The Carr fire burns along Highway 299 between Whiskeytown and Redding, July 28, 2018.
The Carr fire burns along Highway 299 between Whiskeytown and Redding, July 28, 2018. ZUMA Press, Inc./Alamy

On the evening of July 26, California’s Carr fire, one of the most destructive fires in the state’s history, was burning in Redding, when conditions aligned to create a massive whirl of smoke and fire. It lasted for an hour and a half, and the people who caught it on video called it the “Firenado.”

On Thursday, the National Weather Service said that, according to preliminary information, the winds of the column were moving at speeds of 143 mph, classifying it as an EF-3 tornado on the Enhanced Fujita scale, which rates tornado intensity on a range of zero to five.

The heat of wildfires can sometimes create short-lived “fire whirls,” and at first, experts were reluctant to call the Redding fire column a tornado. But given its strength and how it was formed, some are now calling it a “fire tornado.”

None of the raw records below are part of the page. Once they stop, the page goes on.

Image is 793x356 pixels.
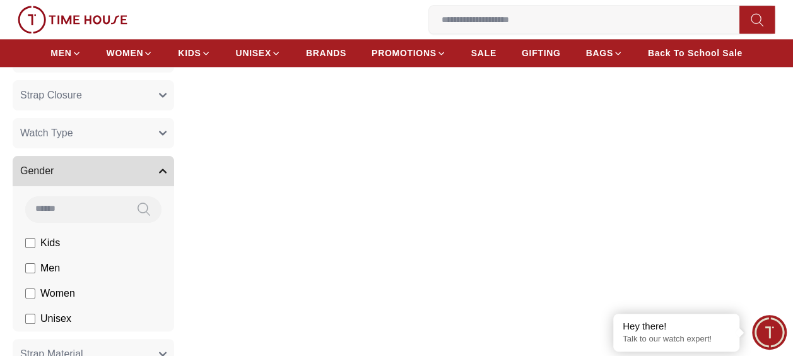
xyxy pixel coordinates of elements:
a: BAGS [585,42,622,64]
span: Kids [40,235,60,250]
input: Unisex [25,314,35,324]
span: Strap Closure [20,88,82,103]
span: PROMOTIONS [372,47,437,59]
input: Kids [25,238,35,248]
p: Talk to our watch expert! [623,334,730,344]
span: WOMEN [107,47,144,59]
a: MEN [50,42,81,64]
button: Gender [13,156,174,186]
span: Watch Type [20,126,73,141]
button: Watch Type [13,118,174,148]
span: Women [40,286,75,301]
a: PROMOTIONS [372,42,446,64]
div: Hey there! [623,320,730,332]
a: GIFTING [522,42,561,64]
button: Strap Closure [13,80,174,110]
span: SALE [471,47,496,59]
span: Men [40,261,60,276]
input: Women [25,288,35,298]
img: ... [18,6,127,33]
span: MEN [50,47,71,59]
span: Back To School Sale [648,47,742,59]
span: Unisex [40,311,71,326]
span: BRANDS [306,47,346,59]
span: UNISEX [236,47,271,59]
a: UNISEX [236,42,281,64]
span: GIFTING [522,47,561,59]
input: Men [25,263,35,273]
a: WOMEN [107,42,153,64]
span: BAGS [585,47,613,59]
div: Chat Widget [752,315,787,349]
a: Back To School Sale [648,42,742,64]
span: Gender [20,163,54,179]
a: BRANDS [306,42,346,64]
span: KIDS [178,47,201,59]
a: KIDS [178,42,210,64]
a: SALE [471,42,496,64]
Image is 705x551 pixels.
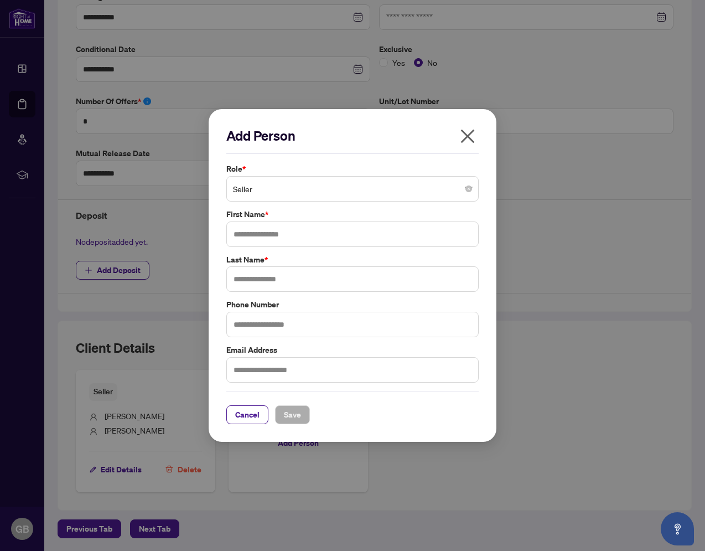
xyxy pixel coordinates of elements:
button: Cancel [226,405,268,424]
label: Role [226,163,479,175]
label: Phone Number [226,298,479,310]
span: close [459,127,476,145]
label: Last Name [226,253,479,266]
button: Save [275,405,310,424]
span: close-circle [465,185,472,192]
h2: Add Person [226,127,479,144]
label: Email Address [226,344,479,356]
span: Cancel [235,406,260,423]
label: First Name [226,208,479,220]
span: Seller [233,178,472,199]
button: Open asap [661,512,694,545]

Vegetation in California is deadly dry, and the Carr fire has been burning unusually hot. When it reached Redding, a plume of smoke rose 20,000 feet into air, before hitting a cap in the atmosphere, a set of conditions that kept it from rising further. But when two plumes broke through, that created an fast-moving updraft, conditions similar to those of tornado formation.

The “firenado” also left behind damage that looked more like the work of a tornado than a wildfire—tiles stripped from roofs, trees uprooted, cars moved, a transmission tower tipped over. If it is considered a tornado, this destructive whirl would be the most powerful in California’s history.